Abstract: Artificial behavioral agents are often evaluated based on their consistent behaviors and performance to take sequential actions in an environment to maximize some notion of cumulative reward. However, human decision making in real life usually involves different strategies and behavioral trajectories that lead to the same empirical outcome. Motivated by clinical literature of a wide range of neurological and psychiatric disorders, we propose here a more general and flexible parametric framework for sequential decision making that involves a two-stream reward processing mechanism. We demonstrated that this framework is flexible and unified enough to incorporate a family of problems spanning multi-armed bandits (MAB), contextual bandits (CB), and reinforcement learning (RL), which decompose the sequential decision-making process in different levels. Inspired by the known reward processing abnormalities of many mental disorders, our clinically-inspired agents demonstrated interesting behavioral trajectories and comparable performance on simulated tasks with particular reward distributions, a real-world dataset capturing human decision-making in gambling tasks, and the PacMan game across different reward stationarities in a lifelong learning setting. Moreover, from the behavioral modeling perspective, our parametric framework can be viewed as the first step towards a unifying computational model capturing reward processing abnormalities across multiple mental conditions and user preferences in long-term recommendation systems. The talk consists of results from:

A Story of Two Streams: Reinforcement Learning Models from Human Behavior and Neuropsychiatry (AAMAS 2020)
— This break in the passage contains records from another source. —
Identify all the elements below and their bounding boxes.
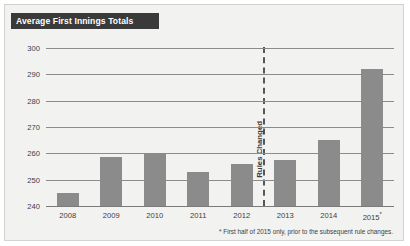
x-axis-tick-label: 2012	[233, 211, 250, 220]
gridline-290: 290	[46, 74, 394, 75]
bar	[144, 153, 166, 206]
bar	[187, 172, 209, 206]
y-axis-tick-label: 290	[27, 70, 40, 79]
gridline-270: 270	[46, 127, 394, 128]
x-axis-tick-label: 2014	[320, 211, 337, 220]
page-title: Average First Innings Totals	[11, 16, 133, 26]
bar	[57, 193, 79, 206]
y-axis-tick-label: 260	[27, 149, 40, 158]
x-axis-tick-label: 2009	[103, 211, 120, 220]
gridline-250: 250	[46, 180, 394, 181]
chart-footnote: * First half of 2015 only, prior to the …	[219, 228, 393, 235]
x-axis-tick-label: 2010	[146, 211, 163, 220]
x-axis-tick-label: 2015*	[363, 211, 382, 222]
gridline-300: 300	[46, 48, 394, 49]
bar	[100, 157, 122, 206]
chart-card: Average First Innings Totals Rules Chang…	[4, 4, 404, 241]
chart-plot-area: Rules Changed 24025026027028029030020082…	[46, 48, 394, 206]
y-axis-tick-label: 240	[27, 202, 40, 211]
y-axis-tick-label: 250	[27, 175, 40, 184]
gridline-240: 240	[46, 206, 394, 207]
gridline-280: 280	[46, 101, 394, 102]
y-axis-tick-label: 270	[27, 123, 40, 132]
bar	[318, 140, 340, 206]
bar	[361, 69, 383, 206]
x-axis-tick-label: 2011	[190, 211, 206, 220]
bar	[274, 160, 296, 206]
chart-title-bar: Average First Innings Totals	[11, 13, 159, 29]
y-axis-tick-label: 280	[27, 96, 40, 105]
bar	[231, 164, 253, 206]
x-axis-tick-label: 2008	[59, 211, 76, 220]
rules-changed-label: Rules Changed	[254, 121, 263, 178]
y-axis-tick-label: 300	[27, 44, 40, 53]
gridline-260: 260	[46, 153, 394, 154]
x-axis-tick-label: 2013	[277, 211, 294, 220]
Baihan Lin, Guillermo Cecchi, Djallel Bouneffouf, Jenna Reinen, Irina Rish
arxiv.org/abs/1906.11286

Unified Models of Human Behavioral Agents in Bandits, Contextual Bandits and RL (arXiv)
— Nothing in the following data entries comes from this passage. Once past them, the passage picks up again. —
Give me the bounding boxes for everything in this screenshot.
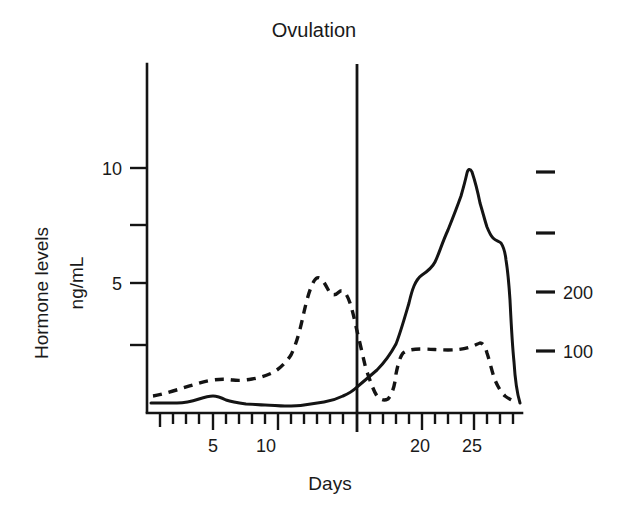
x-axis-ticks: [160, 413, 513, 430]
chart-title: Ovulation: [272, 19, 357, 41]
x-tick-label-5: 5: [208, 436, 218, 456]
y-tick-label-5: 5: [112, 274, 122, 294]
right-tick-label-200: 200: [563, 283, 593, 303]
y-axis-ticks: [130, 168, 147, 345]
y-axis-label: Hormone levels ng/mL: [31, 227, 87, 359]
x-tick-label-20: 20: [410, 436, 430, 456]
right-axis-ticks: [536, 172, 555, 351]
right-tick-label-100: 100: [563, 342, 593, 362]
progesterone-solid-curve: [151, 169, 520, 406]
hormone-cycle-chart: Ovulation Hormone levels ng/mL 10 5: [0, 0, 628, 511]
estrogen-dashed-curve: [153, 278, 517, 402]
chart-svg: Ovulation Hormone levels ng/mL 10 5: [0, 0, 628, 511]
y-axis-label-line2: ng/mL: [66, 257, 87, 310]
y-tick-label-10: 10: [102, 159, 122, 179]
x-axis-label: Days: [308, 473, 351, 494]
x-tick-label-10: 10: [256, 436, 276, 456]
x-tick-label-25: 25: [462, 436, 482, 456]
y-axis-label-line1: Hormone levels: [31, 227, 52, 359]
Baihan Lin, Guillermo Cecchi, Djallel Bouneffouf, Jenna Reinen, Irina Rish
arxiv.org/abs/2005.04544

Online Learning in Iterated Prisoner's Dilemma to Mimic Human Behavior (submitted to NeurIPS 2020)
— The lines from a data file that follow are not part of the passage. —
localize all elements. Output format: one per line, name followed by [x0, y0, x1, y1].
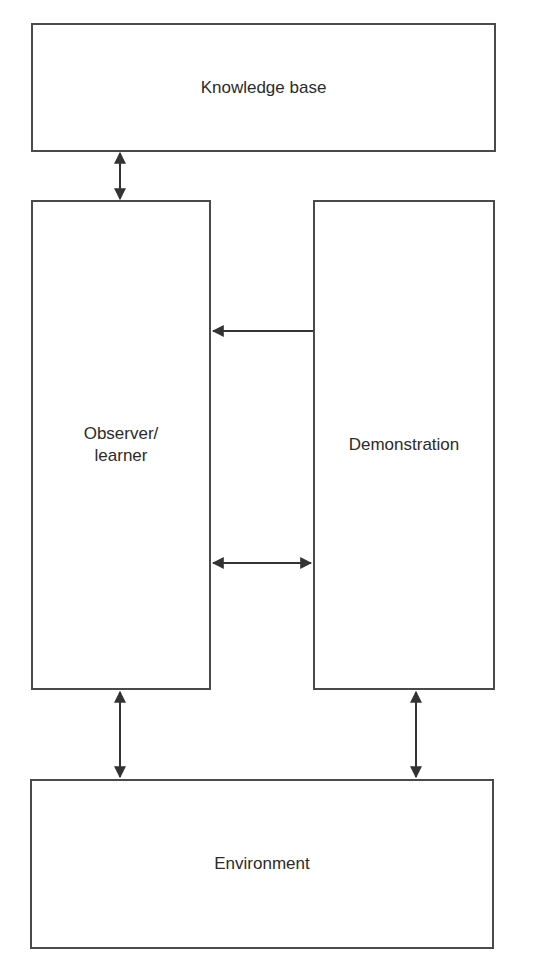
environment-label: Environment — [214, 853, 309, 875]
observer-learner-box: Observer/ learner — [31, 200, 211, 690]
observer-learner-label: Observer/ learner — [84, 423, 159, 467]
demonstration-box: Demonstration — [313, 200, 495, 690]
demonstration-label: Demonstration — [349, 434, 460, 456]
environment-box: Environment — [30, 779, 494, 949]
knowledge-base-box: Knowledge base — [31, 23, 496, 152]
knowledge-base-label: Knowledge base — [201, 77, 327, 99]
Baihan Lin, Djallel Bouneffouf, Guillermo Cecchi
arxiv.org/abs/2006.06580

Speaker Bio: Baihan Lin is a Ph.D. Candidate (2017-2022) in the Center for Theoretical Neuroscience and Zuckerman Mind Brain Behavior Institute at Columbia University pursuing Computational Neuroscience. Baihan graduated from the University of Washington, Seattle (UW), in the NIH-funded Computational Neuroscience Training Program with a B.S. in Applied & Computational Mathematics (2017), a B.A. in Psychology (2017) with Honors, and an M.S. in Applied Mathematics (2020). His current theoretical research interest lies in the intersection between geometric topology, representation theory, dynamical systems, and complex networks, with extensive application interest in multiscale biological or cognitive systems, especially in understanding the neural systems and the theory of neural networks as well as developing brain-inspired algorithms in reinforcement learning and computer vision domains. Before attending Columbia, he researched on various interesting problems spanning vision neuroscience, mathematical biology, genome sciences, protein design, and human-computer interaction. Industry-wise, he maintains close collaborations with IBM Research on artificial intelligence and Microsoft Research on computational neuroscience.